P.S. To address your original question, I'm pretty sure anyone who has an iPod Touch or iPhone will be able to tell you that Objective-C is definitely up to 3D games :)

John Munsch
It wasn't me, but I'm pretty sure the downvotes are because Objective-C on Mac OS X does, in fact, have automatic garbage collection. It's optional, but it is there. Just FYI, because I hate downvotes that don't educate.
Chuck
And the Mac is the only platform for Objective-C, right. Uh, no. It's not. The device I have sitting right in front of me has Objective-C and no automatic garbage collection. Plus, he's asking if Objective-C has garbage collection because he's concerned whether or not it would cause bursty performance and make it a poor choice for a 3D game. It doesn't. Not in any way that would require its use. Did nobody but me read what he said?
John Munsch
The Mac is the primary platform for Objective-C. Making a blanket claim about Objective-C that is not true of the Mac is like making a blanket claim about computers that isn't true of Windows. "Computers are not capable of running graphics programs." Well, sure, some aren't — I have one right in the room here — but I still don't think it's a true statement.
Chuck
+5  A: 

The only real slowdown with Objective-C itself would be the messaging mechanism—and even then, it's usually components of the Cocoa framework that would slow things down. Objective-C's message sending doesn't really hurt performance that much.

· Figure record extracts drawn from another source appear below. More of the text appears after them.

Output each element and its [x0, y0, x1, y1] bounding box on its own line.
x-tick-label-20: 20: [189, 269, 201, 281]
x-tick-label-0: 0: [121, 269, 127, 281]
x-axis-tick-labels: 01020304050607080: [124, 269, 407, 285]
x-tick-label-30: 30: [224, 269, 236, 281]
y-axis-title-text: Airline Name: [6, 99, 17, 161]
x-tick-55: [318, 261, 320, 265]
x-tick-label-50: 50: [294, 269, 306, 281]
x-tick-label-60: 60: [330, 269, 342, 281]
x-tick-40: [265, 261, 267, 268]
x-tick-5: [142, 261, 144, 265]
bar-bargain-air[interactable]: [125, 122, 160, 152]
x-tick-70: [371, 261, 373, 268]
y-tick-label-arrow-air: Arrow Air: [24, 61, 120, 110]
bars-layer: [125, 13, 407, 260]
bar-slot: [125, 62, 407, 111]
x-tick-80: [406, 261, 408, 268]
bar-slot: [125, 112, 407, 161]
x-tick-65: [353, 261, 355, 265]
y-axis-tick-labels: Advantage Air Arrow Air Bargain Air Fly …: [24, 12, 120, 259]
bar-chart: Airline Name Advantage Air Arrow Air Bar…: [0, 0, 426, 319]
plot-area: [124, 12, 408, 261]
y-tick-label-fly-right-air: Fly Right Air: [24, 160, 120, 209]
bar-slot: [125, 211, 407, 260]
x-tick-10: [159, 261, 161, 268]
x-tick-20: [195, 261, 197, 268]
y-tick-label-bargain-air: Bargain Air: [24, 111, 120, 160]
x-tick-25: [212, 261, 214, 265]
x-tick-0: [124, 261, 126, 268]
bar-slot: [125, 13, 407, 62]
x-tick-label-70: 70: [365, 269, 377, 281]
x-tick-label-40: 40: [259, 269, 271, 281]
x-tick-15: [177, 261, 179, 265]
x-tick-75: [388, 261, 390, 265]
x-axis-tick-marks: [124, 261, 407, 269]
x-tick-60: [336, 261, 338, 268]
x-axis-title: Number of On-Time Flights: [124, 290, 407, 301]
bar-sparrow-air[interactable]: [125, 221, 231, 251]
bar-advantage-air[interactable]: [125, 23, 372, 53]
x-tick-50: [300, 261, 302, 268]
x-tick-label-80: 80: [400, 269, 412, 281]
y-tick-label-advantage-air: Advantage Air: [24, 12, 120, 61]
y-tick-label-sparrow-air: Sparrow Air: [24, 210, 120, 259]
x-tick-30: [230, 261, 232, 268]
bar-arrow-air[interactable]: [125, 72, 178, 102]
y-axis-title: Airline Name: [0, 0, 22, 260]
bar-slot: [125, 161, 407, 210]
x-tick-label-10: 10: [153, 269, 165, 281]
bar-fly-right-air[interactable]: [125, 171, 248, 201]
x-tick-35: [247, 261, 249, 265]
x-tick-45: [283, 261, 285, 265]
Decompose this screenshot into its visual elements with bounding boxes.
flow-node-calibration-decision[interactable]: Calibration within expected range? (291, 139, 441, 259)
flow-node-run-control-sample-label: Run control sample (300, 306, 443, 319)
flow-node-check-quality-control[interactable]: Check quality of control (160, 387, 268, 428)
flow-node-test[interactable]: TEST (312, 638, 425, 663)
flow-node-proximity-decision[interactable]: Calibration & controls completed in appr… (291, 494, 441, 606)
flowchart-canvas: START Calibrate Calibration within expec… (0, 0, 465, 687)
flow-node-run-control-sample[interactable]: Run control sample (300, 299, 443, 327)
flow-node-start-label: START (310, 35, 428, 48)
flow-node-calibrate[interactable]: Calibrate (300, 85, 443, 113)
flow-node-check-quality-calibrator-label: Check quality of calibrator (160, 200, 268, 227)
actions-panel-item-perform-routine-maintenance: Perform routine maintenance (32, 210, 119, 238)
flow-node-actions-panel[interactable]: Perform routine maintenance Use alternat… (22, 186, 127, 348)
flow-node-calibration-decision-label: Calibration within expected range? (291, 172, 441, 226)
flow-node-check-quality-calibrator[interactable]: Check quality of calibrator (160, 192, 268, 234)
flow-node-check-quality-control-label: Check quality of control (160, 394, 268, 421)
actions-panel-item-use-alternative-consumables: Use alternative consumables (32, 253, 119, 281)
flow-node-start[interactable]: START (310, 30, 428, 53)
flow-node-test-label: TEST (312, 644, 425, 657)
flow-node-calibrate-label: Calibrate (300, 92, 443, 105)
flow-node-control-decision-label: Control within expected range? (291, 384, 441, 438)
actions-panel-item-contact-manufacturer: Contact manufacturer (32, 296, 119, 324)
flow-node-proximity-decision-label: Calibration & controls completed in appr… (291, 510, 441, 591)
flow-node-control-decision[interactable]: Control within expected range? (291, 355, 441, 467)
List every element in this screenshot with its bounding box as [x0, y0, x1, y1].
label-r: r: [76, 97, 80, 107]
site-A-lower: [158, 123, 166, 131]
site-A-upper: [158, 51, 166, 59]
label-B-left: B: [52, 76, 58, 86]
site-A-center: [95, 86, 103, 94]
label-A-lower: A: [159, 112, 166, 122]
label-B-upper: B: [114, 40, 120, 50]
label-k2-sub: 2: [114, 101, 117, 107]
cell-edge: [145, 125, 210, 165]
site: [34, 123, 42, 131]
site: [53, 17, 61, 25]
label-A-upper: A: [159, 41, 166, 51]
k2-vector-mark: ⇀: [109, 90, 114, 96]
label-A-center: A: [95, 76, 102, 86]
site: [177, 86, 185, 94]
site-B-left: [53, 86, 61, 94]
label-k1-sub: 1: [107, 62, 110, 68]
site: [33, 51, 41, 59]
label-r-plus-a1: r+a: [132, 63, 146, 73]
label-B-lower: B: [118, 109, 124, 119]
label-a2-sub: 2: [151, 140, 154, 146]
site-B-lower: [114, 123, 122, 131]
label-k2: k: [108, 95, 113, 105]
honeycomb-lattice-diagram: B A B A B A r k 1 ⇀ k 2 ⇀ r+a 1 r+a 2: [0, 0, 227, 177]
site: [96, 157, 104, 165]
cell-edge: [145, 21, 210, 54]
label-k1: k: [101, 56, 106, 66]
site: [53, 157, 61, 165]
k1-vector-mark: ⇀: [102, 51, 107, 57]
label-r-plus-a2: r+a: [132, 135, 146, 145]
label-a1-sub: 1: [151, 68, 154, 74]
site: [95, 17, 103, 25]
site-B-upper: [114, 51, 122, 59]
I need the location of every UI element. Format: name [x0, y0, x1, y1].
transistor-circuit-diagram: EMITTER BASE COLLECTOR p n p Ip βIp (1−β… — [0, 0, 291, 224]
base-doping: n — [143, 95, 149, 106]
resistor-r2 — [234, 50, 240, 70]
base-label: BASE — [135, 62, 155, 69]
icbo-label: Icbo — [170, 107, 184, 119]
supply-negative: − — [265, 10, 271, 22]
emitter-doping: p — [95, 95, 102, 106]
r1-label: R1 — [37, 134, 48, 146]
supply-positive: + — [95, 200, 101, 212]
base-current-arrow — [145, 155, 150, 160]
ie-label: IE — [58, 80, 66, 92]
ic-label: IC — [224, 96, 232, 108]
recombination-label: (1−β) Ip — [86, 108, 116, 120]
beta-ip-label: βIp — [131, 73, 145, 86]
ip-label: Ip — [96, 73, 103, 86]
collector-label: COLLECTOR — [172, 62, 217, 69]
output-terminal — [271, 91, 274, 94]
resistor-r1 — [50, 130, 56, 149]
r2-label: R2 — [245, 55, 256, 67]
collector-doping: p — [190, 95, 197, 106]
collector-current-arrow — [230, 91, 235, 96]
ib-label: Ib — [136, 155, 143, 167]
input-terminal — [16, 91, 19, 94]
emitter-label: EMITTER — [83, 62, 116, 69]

Anyways, for most games, the majority of the performance bottlenecks will come from graphics code: if you delegate graphics stuff to OpenGL, which is ridiculously fast, then there really should be no problem with using Objective-C for games. The only other place where I can see Objective-C or Cocoa providing bottlenecks would be for intensive physics code—and that should probably be written in pure C/C++ anyways. Everything else, though, shouldn't really matter that much.

To be honest, I'd wager that the majority of OS X games nowadays are written in Objective-C using the Cocoa frameworks, with the performance-sensitive code written in pure C/C++ (and with graphics code utilizing OpenGL).